There are impressionable people out there in the world – there are young people in the world, so many of them, and don’t you remember when you were young and you didn’t know all the stuff you know now? – and they are at least somewhat receptive to reason

no no no no no no no no no no no no no no
“he thinks some evil is actually the result of being misguided and is eliminable”
“his worldview incorporates the idea that some subset of the enemy might actually be human”
“he actually thinks the best, most...

no no no no no no no no no no no no no no

“he thinks some evil is actually the result of being misguided and is eliminable”

“his worldview incorporates the idea that some subset of the enemy might actually be human”

“he actually thinks the best, most effective rhetoric might involve sometimes treating the enemy as a real person”

“how naive”

“I don’t actually care about convincing people but I sure do care about making them feel bad about what they actually believe so that their actual opinions are not expressed in polite society but are sure as hell expressed in, say, the voting booth, where no one can see them or stop them”

I’m reading some recent debate about Less Wrong and it’s pushing my buttons so hard I can’t even come up with a coherent and vaguely socially acceptable tumblr post about it

I shouldn’t read rationalists, they make me too emotional

(I’m reading a person who is actually saying that the problem with Less Wrong is that they don’t get rhetoric, see, because some of them say loaded things like “I support eugenics” when they could use less loaded words for the same concepts)
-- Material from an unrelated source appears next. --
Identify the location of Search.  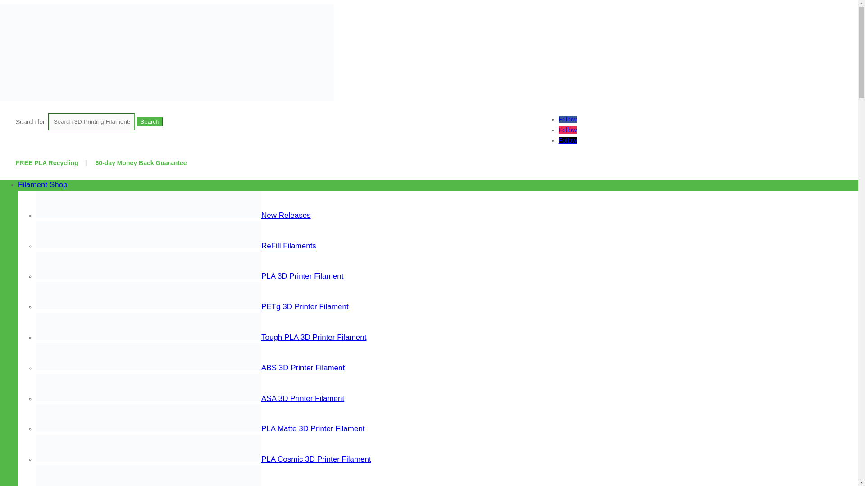
(149, 122).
(It’s almost as if some differences of opinions are about important things like whether certain people should be alive and no amount of polite phrasing can change that)

(Not all evil can be reduced to social awkwardness but my god are some people eager to convince themselves as much)

blurds:

spacedhamlet:

TRUCKS 16! …Part one!?

Our friend Rob joined us for an evening’s trucking to discuss some subjects of his fascination - namely the “outsider artist” Henry Darger and the online community known as Less Wrong.

Turns out this gives us quite a lot to talk about - so much that we recorded a second part to this episode, which will go up sometime in the middle of the week!

Check out this video if you want to see some really weird art?

A good trucks! Featuring our solid buddy nostalgebraist, who you should be following if you enjoy thoughtful commentary on the behavior of baffling humans. (snarp - I wish to tumblr matchmake the pair of you )

Hey I’m in this thing!  I was so long-winded it took more than one episode to subdue me!

Watch this if you want to hear me talk in my bizarre nerdvoice about some of the recurring topics here on nostalgebraist dot tumblr dot com

My friends in the video are tumblr users blurds and spacedhamlet and following them is a life choice I encourage

Edit: oh yeah, the thesis I was talking about was “The Transubstantiation of Henry Darger” by Faith Ann Shields, available for free at the PDF link at the bottom of this page

(via blurds)

johnwbh:

I feel uncomfortable with the Lesswrong meme of taking “heroic responsibility” and the idea that you, yes you have to save the world. 

Maybe thats helpful and motivating for some people, but taking obsessive responsibility for things beyond your control is pretty common and dangerous component of depression and anxiety. 

Thinking ”I have to maximise utility or else I am an awful awful person gaaaahhhhh“ tends to happen to me whe I’m in deep guilt and anxiety cycles, and isn’t helpful. 

Maybe the advice is aimed at people who have the opposite problem, and have chronically low sense of responsibility/altruism?